Discover more from Overcoming Bias
A New Scientist book review:
In the face of life’s inconvenient facts – alcoholism, drug addiction, depression and craziness, to name a few – pseudoscientific medical concepts allow us to cast difficult moral problems as simple factual questions, readily soluble in the lab and in the hospital. Gary Greenberg’s The Noble Lie is an impressive and fascinating round-up of such pseudoscientific notions and the ways in which they have come to count as genuine illnesses.
For instance, Greenberg explains how alcoholism’s transition from vice to disease was a welcome one, especially following Prohibition. It was long viewed as an allergy, though the specific allergen persistently failed to appear. Even today, neither its disease-nature nor any possible cures have manifested themselves. Regardless, people are happy to accept the idea that addiction is a medical illness, perhaps, Greenberg suggests, because of our ambivalence towards the role of pleasure and our uncertainties about free will and self-determination. "With the disease model we have an answer," he writes, "one that has the imprimatur of science; addiction isn’t wrong, it’s sick."
In the absence of scientific proof that addiction is a disease, is it wrong for medical professionals to perpetuate the idea? Not necessarily, Greenberg says – there are times when what is scientifically wrong, or at least uncertain, is morally right. "There can be no doubt that the disease model has helped millions of people. If a made-up disease can be of such immense value, then we must consider the possibility that the truth is not what it’s cracked up to be. Perhaps, in the republic of medicine, the fiction that addiction is a disease is a noble lie."
Sometimes the noble lie works the other way round. In a chapter on homosexuality, Greenberg shows how humane concerns first led people to prefer a medical to a criminal definition, but conflict followed concerning the disrespect a medical definition implied toward what should perhaps be viewed as a free life choice. In 1973, following the Stonewall riots and the start of the gay rights movement, the American Psychiatric Association deleted homosexuality from the Diagnostic and Statistical Manual of Mental Disorders (DSM), a move decided not by scientific facts but by political and moral attitudes. "It may be the first time in history that a disease was eliminated by the stroke of a pen," Greenberg writes. …
In a fascinating correspondence with the clear-headed and callous murderer known as the Unabomber, Greenberg tells Ted Kaczynski that he should never have been forced to accept the defence of schizophrenia at his trial, both because he believes Kaczynski was in fact "evil and not sick", and because "his very character seemed to bear the imprint of large social and historical forces" which could not be investigated once he was classed as too mad to be taken seriously.
People quite reasonably have different categories in their minds for disabling conditions; they distinguish diseasese, deliberate choices, weaknesses etc. While there may be ambiguities at the boundaries, these seem reasonable categories to use. You might not approve of how people choose to treat people in these different categories, I have little much pateince with lying to folks about what behavior falls in what category just to trick folks into treating folks the way you would prefer.
Noble Lies?
Lara Foster,Re: your first comment, which is based on your experience as a medical student. Medical school lectures may not have much relation to actually existing diagnosis. Predictive claims about diagnosis in the wild are great, but that could be just, say, severity, that is the real meaning of the diagnosis. (I make no claim about whether C said anything, let alone anything relevant to this.)
I might say similar things to EH, but neurology seems like a field in which people could be doing what they are saying (though I doubt it), while it seems extremely implausible that psychiatrist and psychologists are not making use of tacit knowledge, of which they may or may not think they can articulate.
Caledonian: just as a data point, I can't work out what you're on about either.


Problem description: Check every line below for the string "supply", and copy the lines that contain it.

Dataset rows describing interfaces:
.....
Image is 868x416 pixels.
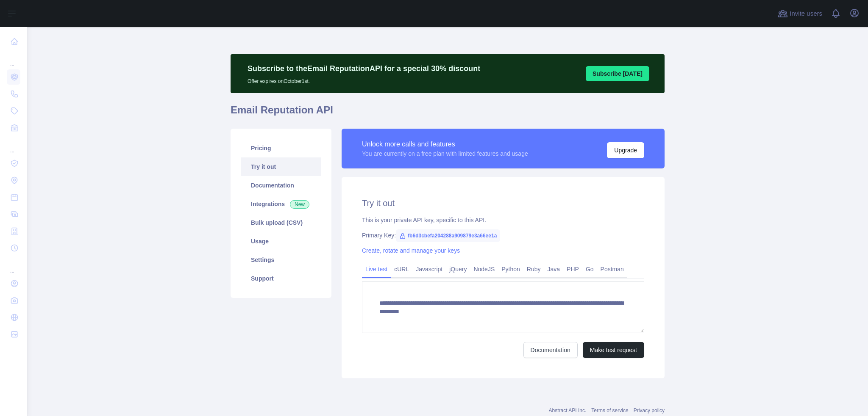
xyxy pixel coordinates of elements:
[564,263,583,276] a: PHP
[7,51,21,68] div: ...
[241,232,321,251] a: Usage
[396,229,500,242] span: fb6d3cbefa204288a909879e3a66ee1a
[362,216,645,225] div: This is your private API key, specific to this API.
[776,7,825,21] button: Invite users
[524,263,545,276] a: Ruby
[241,270,321,288] a: Support
[290,200,310,209] span: New
[362,149,529,158] div: You are currently on a free plan with limited features and usage
[248,62,481,75] p: Subscribe to the Email Reputation API for a special 30 % discount
[391,263,413,276] a: cURL
[586,66,650,82] button: Subscribe [DATE]
[583,263,597,276] a: Go
[470,263,498,276] a: NodeJS
[241,251,321,270] a: Settings
[591,408,628,414] a: Terms of service
[362,232,645,240] div: Primary Key:
[498,263,524,276] a: Python
[583,342,645,358] button: Make test request
[7,258,21,274] div: ...
[607,142,645,158] button: Upgrade
[241,139,321,158] a: Pricing
[362,197,645,210] h2: Try it out
[230,104,665,123] h1: Email Reputation API
[545,263,564,276] a: Java
[241,158,321,176] a: Try it out
[524,342,578,358] a: Documentation
[634,408,665,414] a: Privacy policy
[362,139,529,149] div: Unlock more calls and features
[241,176,321,195] a: Documentation
[7,137,21,154] div: ...
[241,195,321,213] a: Integrations New
[241,213,321,232] a: Bulk upload (CSV)
[362,263,391,276] a: Live test
[362,248,460,254] a: Create, rotate and manage your keys
[446,263,470,276] a: jQuery
[597,263,628,276] a: Postman
[790,9,822,18] span: Invite users
[413,263,446,276] a: Javascript
[248,75,481,85] p: Offer expires on October 1st.
[549,408,587,414] a: Abstract API Inc.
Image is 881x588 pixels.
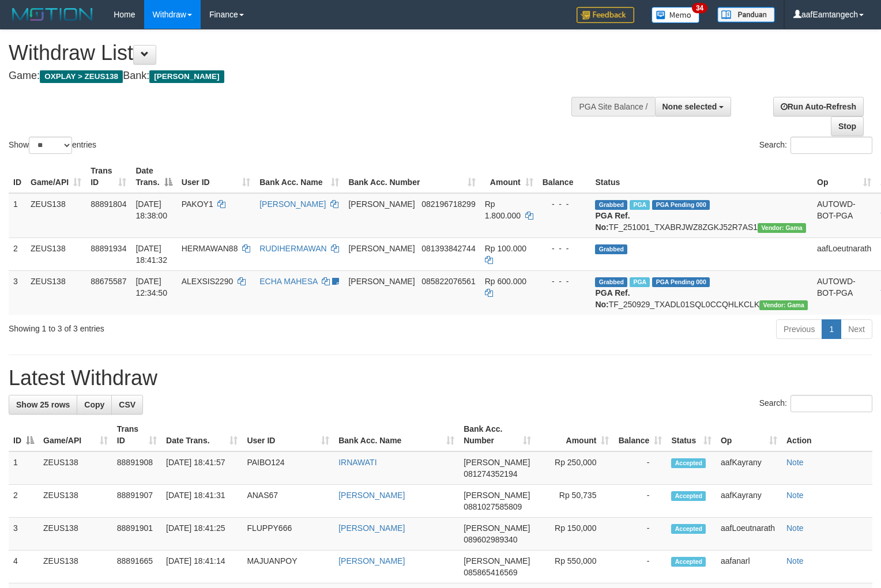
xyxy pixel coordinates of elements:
[260,199,326,209] a: [PERSON_NAME]
[8,270,26,315] td: 3
[260,243,327,253] a: RUDIHERMAWAN
[149,70,223,83] span: [PERSON_NAME]
[787,556,804,565] a: Note
[343,160,480,193] th: Bank Acc. Number: activate to sort column ascending
[535,550,614,583] td: Rp 550,000
[182,276,234,286] span: ALEXSIS2290
[595,277,628,287] span: Grabbed
[813,237,876,270] td: aafLoeutnarath
[38,419,112,451] th: Game/API: activate to sort column ascending
[8,485,38,518] td: 2
[813,270,876,315] td: AUTOWD-BOT-PGA
[242,485,334,518] td: ANAS67
[422,199,475,209] span: Copy 082196718299 to clipboard
[38,451,112,485] td: ZEUS138
[8,160,26,193] th: ID
[26,160,86,193] th: Game/API: activate to sort column ascending
[591,160,813,193] th: Status
[459,419,535,451] th: Bank Acc. Number: activate to sort column ascending
[716,451,782,485] td: aafKayrany
[787,458,804,467] a: Note
[422,276,475,286] span: Copy 085822076561 to clipboard
[348,199,415,209] span: [PERSON_NAME]
[776,319,822,339] a: Previous
[26,270,86,315] td: ZEUS138
[535,518,614,550] td: Rp 150,000
[111,395,143,414] a: CSV
[112,485,161,518] td: 88891907
[577,7,635,23] img: Feedback.jpg
[757,223,806,233] span: Vendor URL: https://trx31.1velocity.biz
[242,518,334,550] td: FLUPPY666
[652,277,710,287] span: PGA Pending
[16,400,70,409] span: Show 25 rows
[671,458,706,468] span: Accepted
[630,200,650,210] span: Marked by aafanarl
[535,419,614,451] th: Amount: activate to sort column ascending
[535,485,614,518] td: Rp 50,735
[339,556,405,565] a: [PERSON_NAME]
[161,451,242,485] td: [DATE] 18:41:57
[692,3,708,13] span: 34
[348,243,415,253] span: [PERSON_NAME]
[38,485,112,518] td: ZEUS138
[334,419,459,451] th: Bank Acc. Name: activate to sort column ascending
[119,400,135,409] span: CSV
[29,137,72,154] select: Showentries
[787,523,804,532] a: Note
[480,160,538,193] th: Amount: activate to sort column ascending
[8,137,96,154] label: Show entries
[131,160,177,193] th: Date Trans.: activate to sort column descending
[773,97,864,116] a: Run Auto-Refresh
[91,199,126,209] span: 88891804
[790,395,873,412] input: Search:
[614,518,667,550] td: -
[614,451,667,485] td: -
[26,193,86,238] td: ZEUS138
[112,550,161,583] td: 88891665
[242,550,334,583] td: MAJUANPOY
[790,137,873,154] input: Search:
[671,524,706,534] span: Accepted
[716,485,782,518] td: aafKayrany
[8,318,359,334] div: Showing 1 to 3 of 3 entries
[652,200,710,210] span: PGA Pending
[535,451,614,485] td: Rp 250,000
[538,160,591,193] th: Balance
[8,366,873,389] h1: Latest Withdraw
[135,199,168,220] span: [DATE] 18:38:00
[716,419,782,451] th: Op: activate to sort column ascending
[760,137,873,154] label: Search:
[822,319,841,339] a: 1
[595,211,630,232] b: PGA Ref. No:
[671,491,706,501] span: Accepted
[718,7,775,22] img: panduan.png
[595,200,628,210] span: Grabbed
[464,502,522,511] span: Copy 0881027585809 to clipboard
[614,550,667,583] td: -
[591,270,813,315] td: TF_250929_TXADL01SQL0CCQHLKCLK
[485,243,526,253] span: Rp 100.000
[787,490,804,499] a: Note
[8,451,38,485] td: 1
[595,244,628,254] span: Grabbed
[161,485,242,518] td: [DATE] 18:41:31
[339,490,405,499] a: [PERSON_NAME]
[84,400,105,409] span: Copy
[135,243,168,264] span: [DATE] 18:41:32
[614,419,667,451] th: Balance: activate to sort column ascending
[112,518,161,550] td: 88891901
[591,193,813,238] td: TF_251001_TXABRJWZ8ZGKJ52R7AS1
[595,288,630,309] b: PGA Ref. No:
[542,243,586,254] div: - - -
[841,319,873,339] a: Next
[813,160,876,193] th: Op: activate to sort column ascending
[464,458,530,467] span: [PERSON_NAME]
[464,568,517,577] span: Copy 085865416569 to clipboard
[77,395,112,414] a: Copy
[464,490,530,499] span: [PERSON_NAME]
[8,70,576,82] h4: Game: Bank:
[339,523,405,532] a: [PERSON_NAME]
[86,160,131,193] th: Trans ID: activate to sort column ascending
[831,116,864,136] a: Stop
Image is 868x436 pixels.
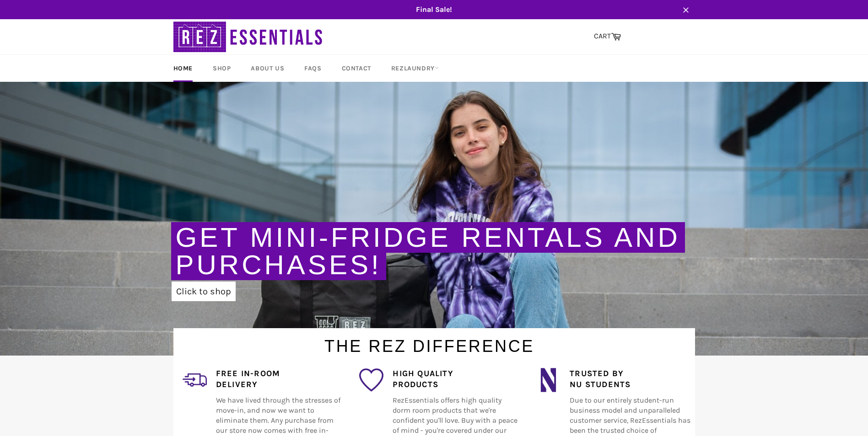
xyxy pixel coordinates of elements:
[173,19,324,54] img: RezEssentials
[164,55,202,82] a: Home
[393,368,517,390] h4: High Quality Products
[176,222,681,280] a: Get Mini-Fridge Rentals and Purchases!
[164,329,695,358] h1: The Rez Difference
[241,55,293,82] a: About Us
[164,5,704,14] span: Final Sale!
[295,55,330,82] a: FAQs
[333,55,380,82] a: Contact
[589,27,626,47] a: CART
[203,55,240,82] a: Shop
[382,55,448,82] a: RezLaundry
[359,368,383,392] img: favorite_1.png
[183,368,207,392] img: delivery_2.png
[171,281,236,301] a: Click to shop
[536,368,560,392] img: northwestern_wildcats_tiny.png
[569,368,694,390] h4: Trusted by NU Students
[216,368,341,390] h4: Free In-Room Delivery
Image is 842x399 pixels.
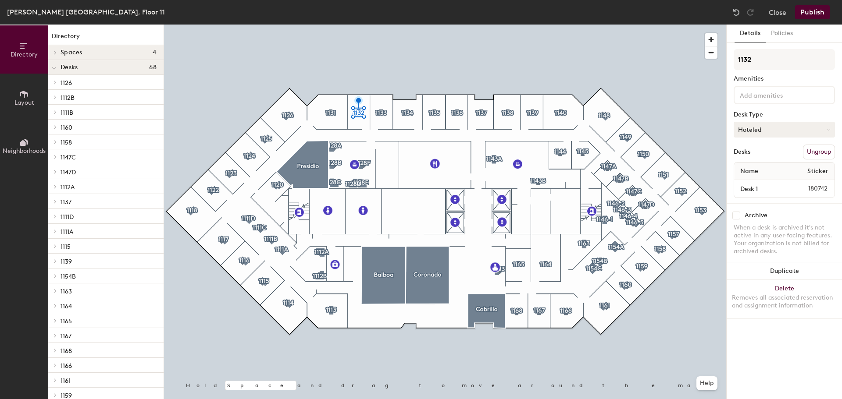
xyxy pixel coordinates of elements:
input: Unnamed desk [736,183,787,195]
button: Details [734,25,765,43]
span: Layout [14,99,34,107]
span: 1164 [60,303,72,310]
span: 1165 [60,318,72,325]
span: 1168 [60,348,72,355]
span: Directory [11,51,38,58]
button: Publish [795,5,829,19]
span: 1112B [60,94,75,102]
button: Hoteled [733,122,835,138]
div: Desk Type [733,111,835,118]
span: 1126 [60,79,72,87]
span: 1111A [60,228,73,236]
span: 1147C [60,154,76,161]
button: Ungroup [803,145,835,160]
button: Duplicate [726,263,842,280]
span: 180742 [787,184,832,194]
img: Undo [732,8,740,17]
div: Removes all associated reservation and assignment information [732,294,836,310]
h1: Directory [48,32,164,45]
button: Help [696,377,717,391]
span: 1160 [60,124,72,132]
span: Neighborhoods [3,147,46,155]
button: DeleteRemoves all associated reservation and assignment information [726,280,842,319]
span: 4 [153,49,156,56]
span: 1115 [60,243,71,251]
span: 1154B [60,273,76,281]
span: 1112A [60,184,75,191]
span: 1147D [60,169,76,176]
div: Desks [733,149,750,156]
div: Archive [744,212,767,219]
div: When a desk is archived it's not active in any user-facing features. Your organization is not bil... [733,224,835,256]
span: Desks [60,64,78,71]
input: Add amenities [738,89,817,100]
span: 1111B [60,109,73,117]
span: Name [736,164,762,179]
span: 1161 [60,377,71,385]
span: 1139 [60,258,72,266]
span: 1111D [60,213,74,221]
span: 1163 [60,288,72,295]
span: 1137 [60,199,71,206]
span: 1158 [60,139,72,146]
span: 68 [149,64,156,71]
button: Policies [765,25,798,43]
div: [PERSON_NAME] [GEOGRAPHIC_DATA], Floor 11 [7,7,165,18]
span: Sticker [803,164,832,179]
span: 1167 [60,333,71,340]
button: Close [768,5,786,19]
img: Redo [746,8,754,17]
span: 1166 [60,363,72,370]
span: Spaces [60,49,82,56]
div: Amenities [733,75,835,82]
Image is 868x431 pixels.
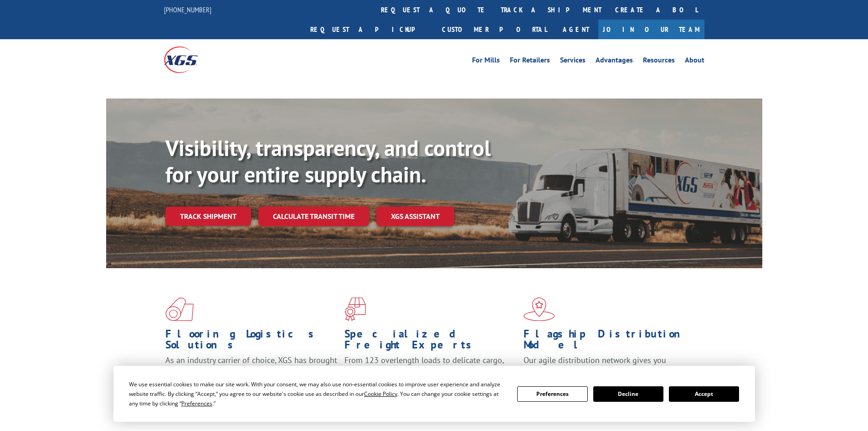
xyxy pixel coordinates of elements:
h1: Specialized Freight Experts [344,328,517,355]
img: xgs-icon-total-supply-chain-intelligence-red [165,297,194,321]
p: From 123 overlength loads to delicate cargo, our experienced staff knows the best way to move you... [344,355,517,395]
span: Preferences [182,399,212,407]
button: Decline [594,386,664,402]
button: Preferences [518,386,588,402]
a: Services [560,57,586,66]
a: Advantages [596,57,633,66]
span: Cookie Policy [364,390,397,397]
a: About [685,57,705,66]
a: Track shipment [165,207,251,226]
span: As an industry carrier of choice, XGS has brought innovation and dedication to flooring logistics... [165,355,337,387]
a: Join Our Team [599,20,705,39]
a: [PHONE_NUMBER] [164,5,212,14]
a: Request a pickup [304,20,435,39]
a: Customer Portal [435,20,554,39]
a: Agent [554,20,599,39]
h1: Flagship Distribution Model [524,328,696,355]
div: We use essential cookies to make our site work. With your consent, we may also use non-essential ... [129,379,507,408]
a: Resources [643,57,675,66]
b: Visibility, transparency, and control for your entire supply chain. [165,134,491,188]
a: For Retailers [510,57,550,66]
a: Calculate transit time [258,207,369,226]
span: Our agile distribution network gives you nationwide inventory management on demand. [524,355,691,376]
img: xgs-icon-focused-on-flooring-red [344,297,366,321]
img: xgs-icon-flagship-distribution-model-red [524,297,555,321]
div: Cookie Consent Prompt [113,366,755,422]
button: Accept [669,386,739,402]
h1: Flooring Logistics Solutions [165,328,338,355]
a: XGS ASSISTANT [377,207,454,226]
a: For Mills [472,57,500,66]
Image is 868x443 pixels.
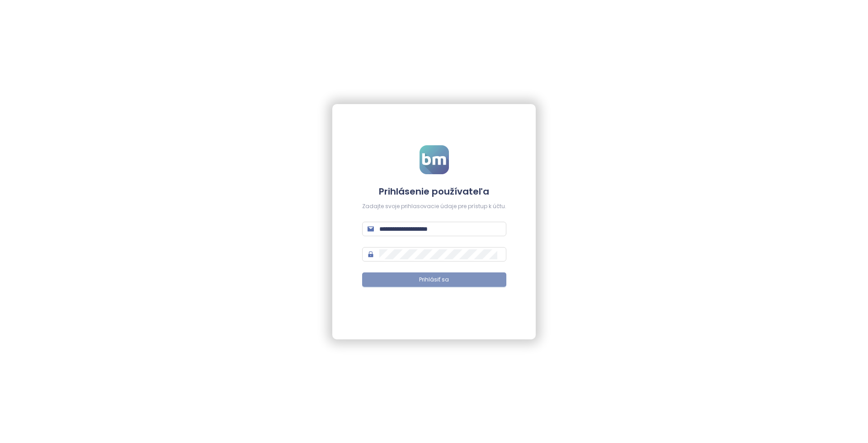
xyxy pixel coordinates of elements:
[362,272,506,287] button: Prihlásiť sa
[368,251,374,258] span: lock
[362,202,506,211] div: Zadajte svoje prihlasovacie údaje pre prístup k účtu.
[420,145,449,175] img: logo
[420,276,449,285] span: Prihlásiť sa
[368,226,374,232] span: mail
[362,185,506,198] h4: Prihlásenie používateľa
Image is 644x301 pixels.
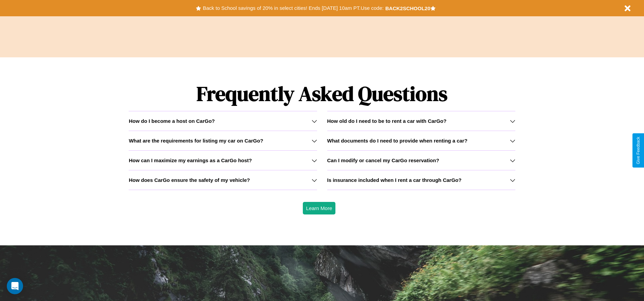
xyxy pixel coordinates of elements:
[327,138,468,144] h3: What documents do I need to provide when renting a car?
[7,278,23,294] div: Open Intercom Messenger
[327,157,439,163] h3: Can I modify or cancel my CarGo reservation?
[129,157,252,163] h3: How can I maximize my earnings as a CarGo host?
[129,177,250,183] h3: How does CarGo ensure the safety of my vehicle?
[303,202,336,215] button: Learn More
[327,118,447,124] h3: How old do I need to be to rent a car with CarGo?
[129,118,215,124] h3: How do I become a host on CarGo?
[129,76,515,111] h1: Frequently Asked Questions
[201,3,385,13] button: Back to School savings of 20% in select cities! Ends [DATE] 10am PT.Use code:
[327,177,462,183] h3: Is insurance included when I rent a car through CarGo?
[129,138,263,144] h3: What are the requirements for listing my car on CarGo?
[385,5,431,11] b: BACK2SCHOOL20
[636,137,641,164] div: Give Feedback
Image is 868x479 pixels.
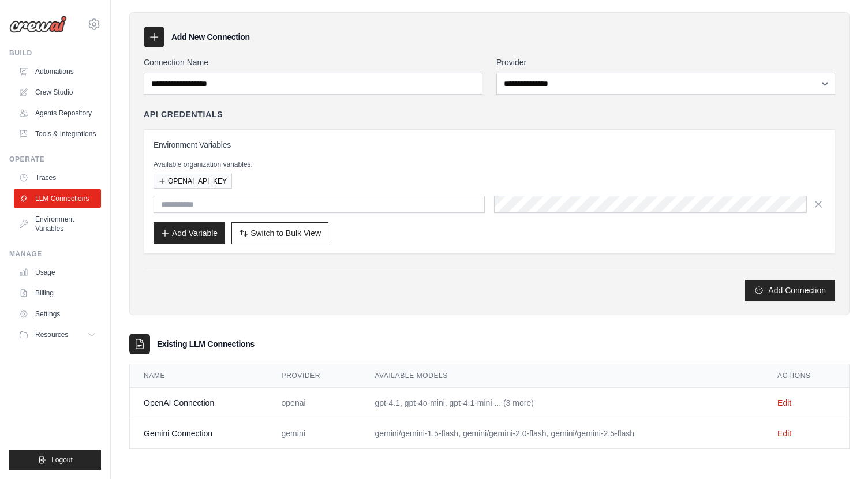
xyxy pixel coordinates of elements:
td: OpenAI Connection [130,388,268,418]
a: Environment Variables [13,210,101,238]
a: Agents Repository [13,104,101,122]
button: OPENAI_API_KEY [154,174,232,189]
p: Available organization variables: [154,160,826,170]
span: Switch to Bulk View [251,228,321,239]
button: Resources [13,326,101,344]
button: Switch to Bulk View [231,222,328,244]
div: Operate [9,154,101,164]
a: Settings [13,304,101,323]
h3: Environment Variables [154,139,826,151]
h3: Add New Connection [171,31,250,43]
a: Traces [13,169,101,187]
label: Connection Name [143,57,483,68]
span: Resources [35,330,68,339]
a: LLM Connections [13,189,101,207]
th: Available Models [361,364,763,388]
div: Build [9,48,101,57]
button: Add Connection [745,280,835,301]
a: Usage [13,263,101,282]
td: gemini [268,418,361,449]
label: Provider [497,57,835,68]
a: Billing [13,284,101,303]
td: openai [268,388,361,418]
td: gpt-4.1, gpt-4o-mini, gpt-4.1-mini ... (3 more) [361,388,763,418]
th: Name [130,364,268,388]
a: Tools & Integrations [13,125,101,143]
span: Logout [51,455,73,465]
td: gemini/gemini-1.5-flash, gemini/gemini-2.0-flash, gemini/gemini-2.5-flash [361,418,763,449]
button: Add Variable [154,222,224,244]
h4: API Credentials [143,109,223,120]
th: Actions [763,364,849,388]
img: Logo [9,15,67,33]
div: Manage [9,250,101,259]
a: Edit [778,398,791,407]
button: Logout [9,450,101,470]
th: Provider [268,364,361,388]
a: Edit [778,428,791,438]
a: Automations [13,62,101,81]
td: Gemini Connection [130,418,268,449]
h3: Existing LLM Connections [157,338,255,350]
a: Crew Studio [13,83,101,101]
.....
Answer space:
img: xgs-icon-total-supply-chain-intelligence-red [165,297,194,321]
b: Visibility, transparency, and control for your entire supply chain. [165,134,491,188]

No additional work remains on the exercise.